However, notarial records exist stating that she was back living quietly in New Orleans by the late 1840s; for in 1849 she petitioned to manumit a middle-aged slave named Orestes. Every one of her detractors has made it clear that Delphine Lalaurie did have favorites among her slaves, notably the faithful coachman Bastien; and she is recorded to have manumitted another slave while living at the Royal Street house in 1832. Bastien the coachman was said to have been killed when, after driving Madame and her husband to safety at Lake Pontchartrain, he tried to return to the house and was torn apart by the mob. What Bastien thought of his mistress's activities in the attic, and why he attempted to return to the house can, of course, only be conjectured.
Too many modern cases exist of men who imprisoned one or several youths or girls in their homes or in improvised dugout cellars, over periods of months, as sex slaves or for purposes of torture, before killing them, for me to believe that Madame Lalaurie "couldn't" have done what it is alleged that she did.
Records from the 1840s also indicate that next door to the widow of N. L. Lalaurie in the Faubourg Marigny lived her two unmarried daughters. Most stories add that Madame Lalaurie was buried secretly in St. Louis #1 Cemetery, but no one knows the location of her grave.
Please remember, however, that this is a work of fiction, not a scholarly biography. I used the sources that were available to me and made the best decisions I could from what I read about what the situation and circumstances might have been like, if what the newspapers said was in fact true. If there is further information conclusively vindicating Delphine Lalaurie, I would be delighted to see it. I have tried above all to keep the flavor of place and time and not do violence to my source material.
The house that now stands at 1140 Royal Street in New Orleans has been so extensively rebuilt that very little remains of the original structure. When one of the McCarty plantations was subdivided into house lots, one of the streets was named Delphine Street and remains so to this day.
Barbara Hambly
July 1997
ABOUT THE AUTHOR
BARBARA HAMBLY attended the University of California and spent a year at the University of Bordeaux, France, obtaining a master's degree in medieval history. She has worked as both a teacher and a technical editor, but her first love has always been history. Ms. Hambly lives in Los Angeles with two Pekingese, a cat, and another writer. She is at work on the fourth Benjamin January novel, Sent Down the River.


How many lines in the data that follows contain the word "chart"? Only that number is needed.

Given data:
···
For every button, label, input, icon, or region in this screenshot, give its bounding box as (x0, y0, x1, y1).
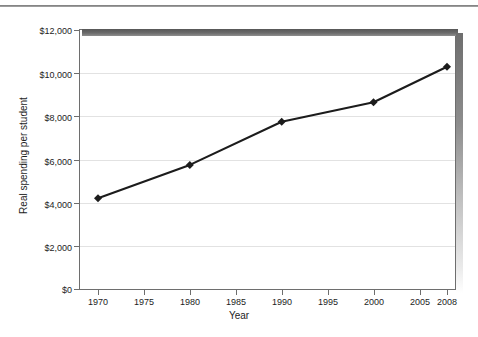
xtick-label-2000: 2000 (354, 297, 394, 308)
x-axis-title: Year (0, 310, 478, 321)
xtick-mark-1975 (144, 290, 145, 295)
xtick-mark-1985 (236, 290, 237, 295)
xtick-label-1985: 1985 (216, 297, 256, 308)
xtick-mark-2005 (420, 290, 421, 295)
xtick-label-1980: 1980 (170, 297, 210, 308)
xtick-label-1975: 1975 (124, 297, 164, 308)
ytick-label-8000: $8,000 (44, 113, 72, 123)
ytick-mark-2000 (74, 246, 79, 247)
ytick-mark-4000 (74, 203, 79, 204)
ytick-mark-8000 (74, 116, 79, 117)
gridline-6000 (80, 160, 455, 161)
chart-figure: $12,000 $10,000 $8,000 $6,000 $4,000 $2,… (0, 0, 478, 337)
ytick-label-4000: $4,000 (44, 200, 72, 210)
plot-top-shadow-band (82, 29, 458, 36)
ytick-mark-0 (74, 289, 79, 290)
gridline-2000 (80, 246, 455, 247)
ytick-mark-6000 (74, 160, 79, 161)
xtick-label-1990: 1990 (262, 297, 302, 308)
ytick-mark-10000 (74, 73, 79, 74)
ytick-mark-12000 (74, 30, 79, 31)
xtick-mark-2000 (374, 290, 375, 295)
xtick-mark-1970 (98, 290, 99, 295)
xtick-mark-1980 (190, 290, 191, 295)
xtick-label-2008: 2008 (427, 297, 467, 308)
top-divider-rule (0, 5, 478, 7)
gridline-10000 (80, 73, 455, 74)
ytick-label-0: $0 (62, 285, 72, 295)
gridline-4000 (80, 203, 455, 204)
xtick-label-1970: 1970 (78, 297, 118, 308)
xtick-mark-1995 (328, 290, 329, 295)
ytick-label-6000: $6,000 (44, 157, 72, 167)
plot-right-shadow-band (456, 33, 463, 293)
ytick-label-10000: $10,000 (39, 70, 72, 80)
xtick-mark-2008 (447, 290, 448, 295)
xtick-label-1995: 1995 (308, 297, 348, 308)
xtick-mark-1990 (282, 290, 283, 295)
ytick-label-12000: $12,000 (39, 26, 72, 36)
y-axis-title: Real spending per student (18, 86, 29, 226)
gridline-8000 (80, 116, 455, 117)
ytick-label-2000: $2,000 (44, 243, 72, 253)
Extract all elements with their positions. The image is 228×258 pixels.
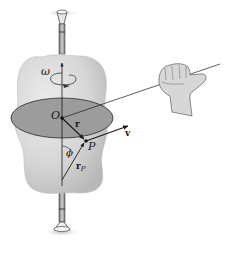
origin-label: O bbox=[51, 110, 60, 121]
v-label: v bbox=[125, 129, 130, 138]
origin-point bbox=[60, 116, 64, 120]
top-bearing bbox=[44, 9, 80, 54]
diagram-canvas bbox=[0, 0, 228, 258]
omega-label: ω bbox=[41, 66, 50, 77]
phi-label: ϕ bbox=[66, 148, 73, 158]
rp-label-sub: P bbox=[81, 165, 86, 173]
rp-label: rP bbox=[76, 162, 85, 173]
bottom-bearing bbox=[42, 192, 82, 237]
rotating-body-diagram: ω O r P v ϕ rP bbox=[0, 0, 228, 258]
point-p-label: P bbox=[88, 141, 95, 152]
r-label: r bbox=[75, 120, 80, 129]
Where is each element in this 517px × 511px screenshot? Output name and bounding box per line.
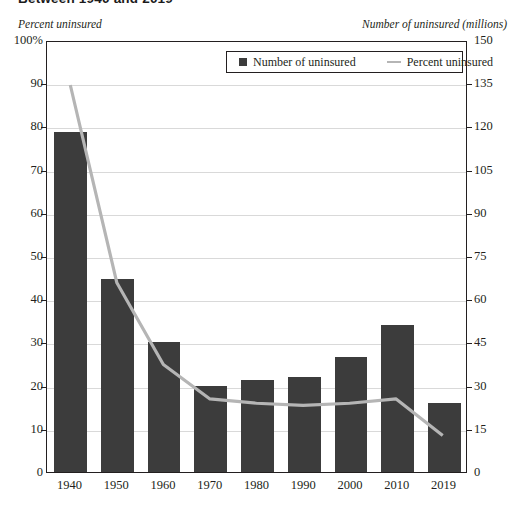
legend-entry-bar: Number of uninsured <box>239 55 356 70</box>
right-tick-label: 105 <box>474 163 493 178</box>
left-tick-mark <box>41 127 46 128</box>
right-tick-label: 90 <box>474 206 487 221</box>
horizontal-line-icon <box>387 61 401 64</box>
x-tick-label: 1950 <box>93 478 140 493</box>
line-series <box>47 42 466 472</box>
right-tick-label: 135 <box>474 76 493 91</box>
x-tick-label: 1980 <box>233 478 280 493</box>
chart-legend: Number of uninsured Percent uninsured <box>226 51 463 73</box>
left-tick-mark <box>41 214 46 215</box>
left-tick-mark <box>41 430 46 431</box>
right-tick-label: 60 <box>474 292 487 307</box>
left-tick-mark <box>41 84 46 85</box>
right-tick-mark <box>467 127 472 128</box>
left-tick-mark <box>41 387 46 388</box>
right-tick-mark <box>467 257 472 258</box>
x-tick-label: 2010 <box>373 478 420 493</box>
page-title: Between 1940 and 2019 <box>18 0 173 6</box>
legend-entry-line: Percent uninsured <box>387 55 493 70</box>
right-tick-mark <box>467 84 472 85</box>
right-tick-label: 45 <box>474 335 487 350</box>
right-tick-mark <box>467 430 472 431</box>
left-tick-mark <box>41 300 46 301</box>
right-tick-label: 15 <box>474 422 487 437</box>
right-tick-label: 120 <box>474 119 493 134</box>
left-axis-caption: Percent uninsured <box>18 18 102 30</box>
x-tick-label: 1990 <box>280 478 327 493</box>
legend-label-bar: Number of uninsured <box>253 55 356 70</box>
left-tick-mark <box>41 343 46 344</box>
x-tick-label: 1960 <box>140 478 187 493</box>
left-tick-mark <box>41 257 46 258</box>
right-tick-label: 0 <box>474 465 480 480</box>
x-tick-label: 1970 <box>186 478 233 493</box>
left-tick-label: 100% <box>14 33 43 48</box>
x-tick-label: 1940 <box>46 478 93 493</box>
right-tick-mark <box>467 387 472 388</box>
right-tick-label: 150 <box>474 33 493 48</box>
plot-inner <box>47 42 466 472</box>
right-tick-mark <box>467 300 472 301</box>
legend-label-line: Percent uninsured <box>407 55 493 70</box>
right-tick-mark <box>467 214 472 215</box>
left-tick-mark <box>41 171 46 172</box>
right-tick-label: 75 <box>474 249 487 264</box>
x-tick-label: 2019 <box>420 478 467 493</box>
plot-area <box>46 41 467 473</box>
filled-square-icon <box>239 58 247 66</box>
x-tick-label: 2000 <box>327 478 374 493</box>
right-tick-label: 30 <box>474 379 487 394</box>
right-tick-mark <box>467 171 472 172</box>
right-tick-mark <box>467 343 472 344</box>
right-axis-caption: Number of uninsured (millions) <box>362 18 507 30</box>
left-tick-label: 0 <box>37 465 43 480</box>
···
Result:
2